Any optimization would mean creating a lookup table, and that would also be an array. Your only chance is to use knowledge of function1 (or perhaps function2) to avoid doing some of the loop iterations.
> Can I use String / BufferString to increase the speed of above > evaluation? No, they are based on char arrays too.
> Will using Vector / List improve or can I use Set. Unlikely, they also use arrays internally (except LinkedList, which is definitly not faster).
> What will be the > fastest way to replace this condition statement. > if (array1[hh]=='K'). The time taken here is almost exclusively in the bounds checking of the array access. Comparing to a constant is trivial. The only chance to improve on this is to do less than one array lookup per iteration. Again, that only works if you know and can exploit some specific properties of the functions or the array contents.
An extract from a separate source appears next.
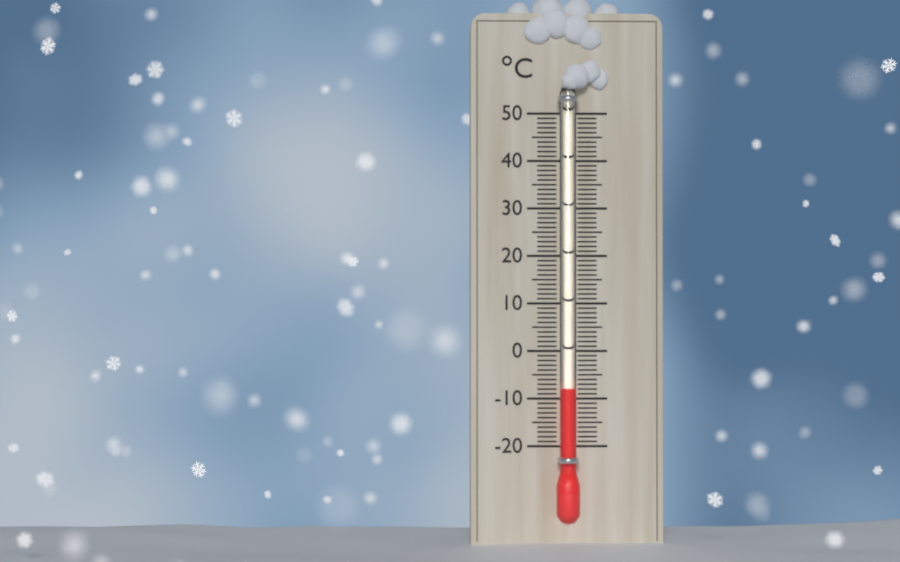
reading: -8 °C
If you know the array at compile time, you might be able to create a 100-way switch statement that is equivalent, or some other ingenious design, but that would not generalize very well.
There is no faster, general, way to check whether an array index holds a specific value dynamically.
All containers that allow constant time lookup are using arrays internally (it's the only construction in pure Java that can have an arbitrary size which is determined at runtime). Using them will require at least one array lookup anyway.